Chewton Glen – just a 20 minute drive from Bournemouth – is highly recommended for a luxury break with children. In fact, boutique travel guide Mr & Mrs Smith lists it as one of its top child-friendly recommendations.
Initial signs were good – our room had a plate of home-made treats with the kids’ names written on the plate in chocolate, they had a welcome present each and super cute little white bathrobes with matching white slippers.
To accommodate the little ones, we’d been booked into the in-house Vetiver restaurant for an early 6.30pm dinner in the beautiful conservatory overlooking the vast gardens.
The food, whose ingredients are from the hotel’s garden, was amazing but served at the same enjoyable pace at which, if you were paying £70 a head, you’d want it served.
By the time we’d got to the main course, one of the delicate bone china rabbit napkin holders was missing an ear, a wine glass had tipped over and the strain of keeping two sleepy but somehow violently energetic toddlers entertained in what was becoming a full and very adult dining room was hard to hide.
By the time pudding arrived we were holding the one-year old in a headlock in a mostly failed attempt to stop her running round the table, and we were desperately trying to get a kids cartoon to load on my iPhone. The waiters were great – coming to chat to the kids between courses – but overall it was not a relaxing experience.

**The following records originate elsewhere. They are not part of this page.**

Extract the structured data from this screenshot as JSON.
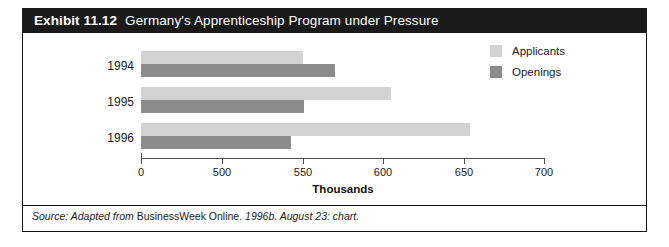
{
  "exhibit": {
    "label": "Exhibit 11.12",
    "title": "Germany's Apprenticeship Program under Pressure"
  },
  "legend": {
    "items": [
      {
        "label": "Applicants",
        "color": "#d2d2d2"
      },
      {
        "label": "Openings",
        "color": "#8c8c8c"
      }
    ]
  },
  "source": {
    "prefix": "Source: Adapted from",
    "body": "BusinessWeek Online.",
    "suffix": "1996b. August 23: chart."
  },
  "chart_data": {
    "type": "bar",
    "orientation": "horizontal",
    "title": "Germany's Apprenticeship Program under Pressure",
    "xlabel": "Thousands",
    "ylabel": "",
    "categories": [
      "1994",
      "1995",
      "1996"
    ],
    "series": [
      {
        "name": "Applicants",
        "color": "#d2d2d2",
        "values": [
          550,
          605,
          654
        ]
      },
      {
        "name": "Openings",
        "color": "#8c8c8c",
        "values": [
          570,
          551,
          543
        ]
      }
    ],
    "xlim": [
      0,
      700
    ],
    "axis_break": true,
    "tick_values": [
      0,
      500,
      550,
      600,
      650,
      700
    ],
    "tick_labels": [
      "0",
      "500",
      "550",
      "600",
      "650",
      "700"
    ],
    "grid": false,
    "legend_position": "top-right"
  }
}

Breakfast was a similarly tense affair – the kids insisted on wearing their now not-at-all white robes and slippers which ended up scattered around the room as they fell off – and there was far too much breakable glassware. But a really nice touch was a children’s buffet table with plastic plates and cutlery and food to which they could help themselves. We also finally saw some fellow parents – though their children were either too young to move, or old enough to behave well in a more adult-like environment. But we all enjoyed the spectacular grounds, and the beautiful indoor and outdoor pools (the spa proved an excellent escape for us grown ups, at least one at a time).
For our children’s age, Chewton Glen was just a little bit too formal, and the tension of trying to make them fit in, or at least not wreck the joint, meant it wasn’t quite the relaxing experience it could have been with slightly older children.
Oh, and sorry again about the small chocolate handprints on the wall.